Tracking market patterns with yesterday’s headlines

A page from The Wall Street Journal.
Innovative research co-authored at Olin Business School uses the front page of The Wall Street Journal to gauge economic temperatures and measure stock market volatility.

New research co-authored by a finance expert from Olin Business School at Washington University in St. Louis uses an historic approach to predict times of stock market volatility and the resulting returns: back issues of The Wall Street Journal.

Manela
Manela

Asaf Manela, assistant professor of finance at Olin, along with Alan Moreira, assistant professor of finance at the Yale School of Management, relied on machine learning, big-data techniques to construct a text-based measure of market uncertainty, using the front pages of The Wall Street Journal going back to 1890. Analyzing the words in those headlines and stories allowed measurement of a news implied volatility index (NVIX).

“If I let you read the front page of The Wall Street Journal on any given day, you can probably tell a lot about how much people are worried about the future,” Manela said. “We used this big body of text to construct a news-implied volatility index going back more than a century. By looking at that index, we can ask things like ‘What were people worried about at different points in time?’ ”

The research finds that war and government policy-related concerns are most important to stock market investors, and are responsible for the bulk of the variation in average returns.

“Times when this news implied volatility index is high are followed by above-average returns in normal times,” Manela said.

During the 1890-2009 period, which includes the Great Depression and two world wars, NVIX rises just before transitions into economic disasters, an important prediction of current asset pricing theories that emphasize rare disaster risk.

“The basic economic story is that times when the risk of war-related drops in economic activity increases, investors demand higher compensation for investing in stocks — in the form of higher future average returns,” Manela said. “Our measure of war risk indeed strongly predicts future average returns.”

The research paper is forthcoming in the Journal of Financial Economics.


GOAL OF THE EXERCISE:
Copy every entry word for word, but skip the pictures.

RECORDS SUPPLIED:

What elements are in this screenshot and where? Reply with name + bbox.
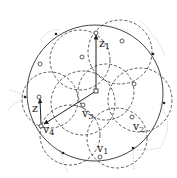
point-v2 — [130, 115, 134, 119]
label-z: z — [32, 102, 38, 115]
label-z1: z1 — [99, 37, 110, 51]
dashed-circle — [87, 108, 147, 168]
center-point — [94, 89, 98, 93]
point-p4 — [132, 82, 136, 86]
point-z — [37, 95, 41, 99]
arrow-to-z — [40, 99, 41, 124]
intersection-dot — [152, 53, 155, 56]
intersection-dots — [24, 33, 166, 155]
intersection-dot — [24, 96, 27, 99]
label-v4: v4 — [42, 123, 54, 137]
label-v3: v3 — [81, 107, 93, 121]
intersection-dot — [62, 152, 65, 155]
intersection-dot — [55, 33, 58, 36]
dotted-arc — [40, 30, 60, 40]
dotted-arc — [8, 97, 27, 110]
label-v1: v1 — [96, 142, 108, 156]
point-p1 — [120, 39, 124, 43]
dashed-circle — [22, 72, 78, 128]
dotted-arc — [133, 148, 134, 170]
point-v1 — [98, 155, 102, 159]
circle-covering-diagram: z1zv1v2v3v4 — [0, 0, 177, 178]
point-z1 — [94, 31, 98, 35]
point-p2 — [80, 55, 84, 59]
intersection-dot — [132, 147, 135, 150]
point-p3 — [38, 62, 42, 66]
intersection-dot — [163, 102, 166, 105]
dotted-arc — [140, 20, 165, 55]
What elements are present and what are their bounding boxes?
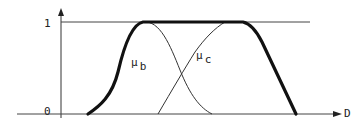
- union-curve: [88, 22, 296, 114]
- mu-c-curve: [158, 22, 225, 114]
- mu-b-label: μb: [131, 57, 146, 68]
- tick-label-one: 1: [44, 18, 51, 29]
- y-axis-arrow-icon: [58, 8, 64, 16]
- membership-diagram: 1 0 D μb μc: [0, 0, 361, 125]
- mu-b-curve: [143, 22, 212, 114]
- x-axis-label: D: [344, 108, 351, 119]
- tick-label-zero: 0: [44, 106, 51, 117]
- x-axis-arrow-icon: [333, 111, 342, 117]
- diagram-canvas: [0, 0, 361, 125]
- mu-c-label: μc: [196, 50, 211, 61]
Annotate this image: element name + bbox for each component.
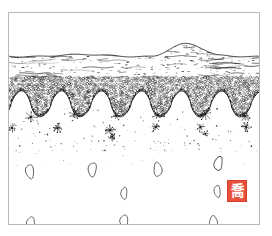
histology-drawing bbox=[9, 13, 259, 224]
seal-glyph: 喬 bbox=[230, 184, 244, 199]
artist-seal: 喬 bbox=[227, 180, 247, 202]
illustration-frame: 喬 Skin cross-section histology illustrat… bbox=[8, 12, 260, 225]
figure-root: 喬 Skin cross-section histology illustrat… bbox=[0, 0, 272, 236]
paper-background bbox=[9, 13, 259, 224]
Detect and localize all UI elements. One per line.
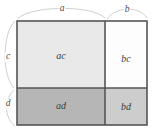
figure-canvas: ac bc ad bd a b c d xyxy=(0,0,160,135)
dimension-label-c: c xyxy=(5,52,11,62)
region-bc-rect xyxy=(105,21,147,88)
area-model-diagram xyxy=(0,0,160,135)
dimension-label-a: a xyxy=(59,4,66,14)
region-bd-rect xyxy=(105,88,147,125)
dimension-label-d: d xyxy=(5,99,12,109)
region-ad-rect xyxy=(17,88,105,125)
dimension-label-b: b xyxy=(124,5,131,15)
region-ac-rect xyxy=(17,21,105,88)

OUTPUT FOR THIS EXERCISE:
What elements are in this screenshot and where? Reply with name + bbox.
point-v2 — [130, 115, 134, 119]
label-z: z — [32, 102, 38, 115]
label-z1: z1 — [99, 37, 110, 51]
dashed-circle — [87, 108, 147, 168]
center-point — [94, 89, 98, 93]
point-p4 — [132, 82, 136, 86]
point-z — [37, 95, 41, 99]
arrow-to-z — [40, 99, 41, 124]
intersection-dot — [152, 53, 155, 56]
intersection-dots — [24, 33, 166, 155]
intersection-dot — [24, 96, 27, 99]
label-v4: v4 — [42, 123, 54, 137]
label-v3: v3 — [81, 107, 93, 121]
intersection-dot — [62, 152, 65, 155]
intersection-dot — [55, 33, 58, 36]
dotted-arc — [40, 30, 60, 40]
dotted-arc — [8, 97, 27, 110]
label-v1: v1 — [96, 142, 108, 156]
point-p1 — [120, 39, 124, 43]
dashed-circle — [22, 72, 78, 128]
dotted-arc — [133, 148, 134, 170]
point-v1 — [98, 155, 102, 159]
circle-covering-diagram: z1zv1v2v3v4 — [0, 0, 177, 178]
point-z1 — [94, 31, 98, 35]
point-p2 — [80, 55, 84, 59]
intersection-dot — [132, 147, 135, 150]
point-p3 — [38, 62, 42, 66]
intersection-dot — [163, 102, 166, 105]
dotted-arc — [140, 20, 165, 55]
What elements are present and what are their bounding boxes?
- union-curve: [88, 22, 296, 114]
- mu-c-curve: [158, 22, 225, 114]
- mu-b-label: μb: [131, 57, 146, 68]
- tick-label-one: 1: [44, 18, 51, 29]
- y-axis-arrow-icon: [58, 8, 64, 16]
- membership-diagram: 1 0 D μb μc: [0, 0, 361, 125]
- mu-b-curve: [143, 22, 212, 114]
- x-axis-label: D: [344, 108, 351, 119]
- tick-label-zero: 0: [44, 106, 51, 117]
- x-axis-arrow-icon: [333, 111, 342, 117]
- diagram-canvas: [0, 0, 361, 125]
- mu-c-label: μc: [196, 50, 211, 61]
Annotate this image: element name + bbox for each component.
histology-drawing bbox=[9, 13, 259, 224]
seal-glyph: 喬 bbox=[230, 184, 244, 199]
artist-seal: 喬 bbox=[227, 180, 247, 202]
illustration-frame: 喬 Skin cross-section histology illustrat… bbox=[8, 12, 260, 225]
figure-root: 喬 Skin cross-section histology illustrat… bbox=[0, 0, 272, 236]
paper-background bbox=[9, 13, 259, 224]
Detect and localize all UI elements. One per line.
figure-canvas: ac bc ad bd a b c d xyxy=(0,0,160,135)
dimension-label-c: c xyxy=(5,52,11,62)
region-bc-rect xyxy=(105,21,147,88)
area-model-diagram xyxy=(0,0,160,135)
dimension-label-a: a xyxy=(59,4,66,14)
region-bd-rect xyxy=(105,88,147,125)
dimension-label-d: d xyxy=(5,99,12,109)
region-ad-rect xyxy=(17,88,105,125)
dimension-label-b: b xyxy=(124,5,131,15)
region-ac-rect xyxy=(17,21,105,88)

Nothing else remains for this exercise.